Janks makes a powerful point – or set of points – here:

“…decoding is often equated with reading and is associated with functional or basic literacy….The interrogation of texts, reading against the text, is tied to critical literacy and implies that readers recognise texts as selective versions of the world; they are not subjected to them and they can imagine how texts can be transformed to represent a different set of interests.”

and if I had one wish for our third year students, or maybe even just a wish arising from this module, it would be that their time at Brookes  has allowed them to develop just this critical literacy –  that policy, just like Garner or Shakespeare or the EPPE review, can only ever present selective versions of the world. I’m not asking for cynicism, or a world in which the principal graduate attribute is becoming a Radio 4 listener – but for an engagement with ideas which asks about viewpoint and opinion and world view in a critical way.

Lessons from the History of Teaching Reading

It is now unorthodox or even heretical – except among those for whom it is not – to claim that the simple view of reading is fallible. I noticed recently a University lecturer being taken to task for “pedalling tripe” by suggesting he was going to read Davis’ critique of systematic synthetic phonics. We live in a time where vitriol is easily poured out – whether on those heartless fascists who espouse a top-down model of teaching or those careless, loveless airheads who think that children should find it all out for themselves. Such, at any rate, would be the Martian judgement (for “Martian” see the work of Eric Berne as shorthand for a commentator completely outside the system). No matter how important they seem to the protagonists, Single Issue Politics -whether at national or staff-room level – can get very nasty very quickly.

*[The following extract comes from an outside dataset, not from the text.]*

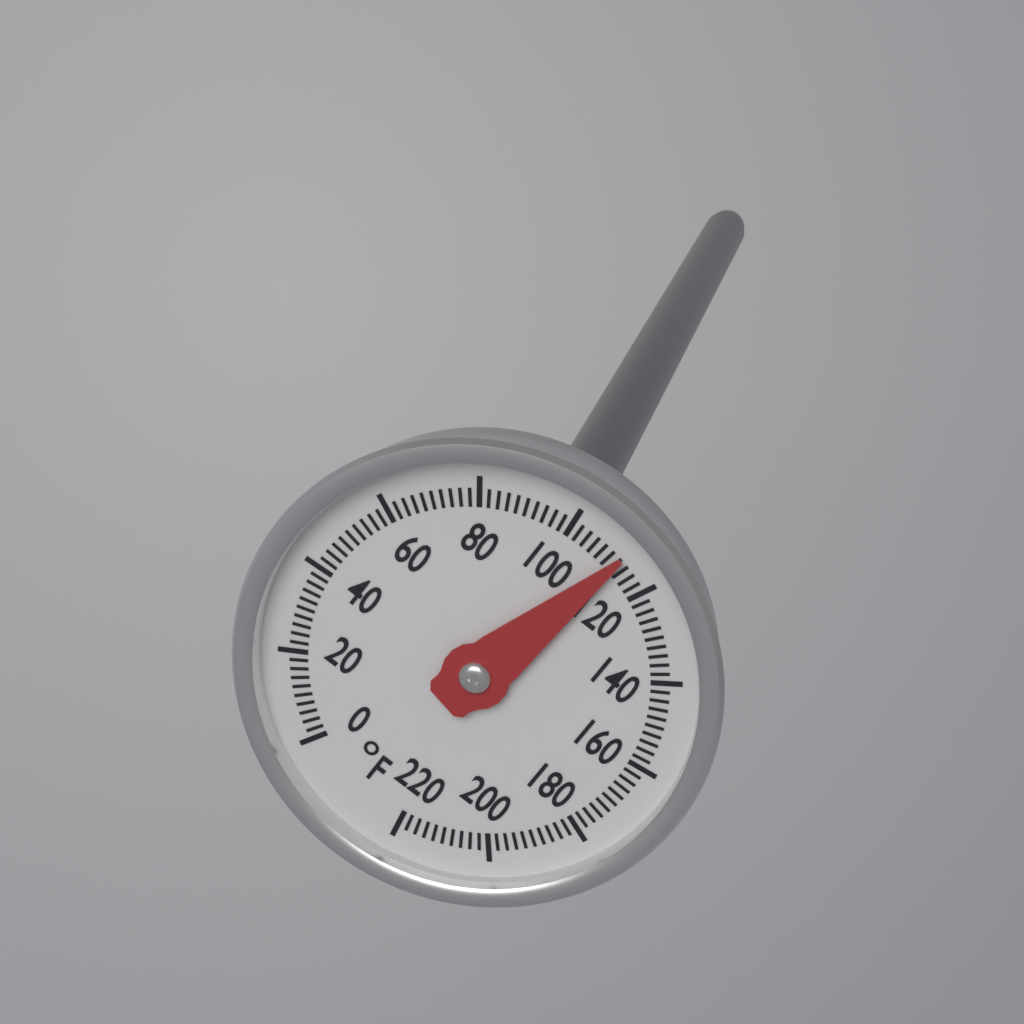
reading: 112 °F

So let’s just have a look at  a few sources:

The ‘simple view’ shows that, to become proficient readers and writers, children must develop both word recognition and language comprehension. Letters and Sounds is fully compatible with the wider, language-rich early years curriculum. It will help practitioners and teachers adapt their teaching to  the range of children’s developing abilities that is common in most settings and primary classes.  The aim is to make sure that all children make progress at a pace that befits their enlarging capacities.

Yes, Letters and Sounds.

 

It is teachers themselves who will ensure our target is met. This Framework for Teaching [sc the National Literacy Strategy] is a practical tool to help teachers do precisely that.  All teachers know that pupils become successful readers by learning to use a range of strategies to get at the meaning of a text…As with reading, it is important that pupils learn to write independently from an early age.

The first NLS Framework.

 

That to this day our Crop answers not our Seed; that our Childrens Attainments come not to our just, and Rational Expectations, is so stabbing an Experience, that it ought not to be mentioned without a Flood of Tears.  The grand reason why you hear Children so much, and yet teach them so little, is because you hear them so confusedly. Put therefore as many of them into one form, as you judg [sic] to be of an equal capacity, or at least no great difference between them…Let an hour every day be solemnly spent in sounding and spelling those words, which you find in the Two last Chapters which contain most, if not all the difficulties are usually met with in the whole English Tongue.

Nathaniel Strong, England’s Perfect Schoolmaster, 1699

 

However, my concern in this post is not about the veracity of any of these claims, but the “truthiness” behind them, the forcibly put assertion that “this is the way.” We are used, now, to Secretaries of State being, claiming to be (or even overtly supplanting) experts, so this language is very familiar. It could be argued – for the first two, at least, that this is the Government showing leadership.

I am not so sure: the displeasure and downright unpleasantness shown in these arguments by this side or that seem much more to be connected with a who-shouts-loudest demagoguery than with a willingness to listen to various aspects of the argument, and this, if nothing else, is the critical job of higher education research: to read, mark, inwardly digest, rather than simply support the shrill.

Our Education Studies students (and others of the undergraduate programme taking the year 1 module on Introduction to the Study of Education) please note: education systems that demand compliance, over-loud claims for odd pieces of research, (even) jocular and plausible lecturers are there for you to sift much more than to be believed.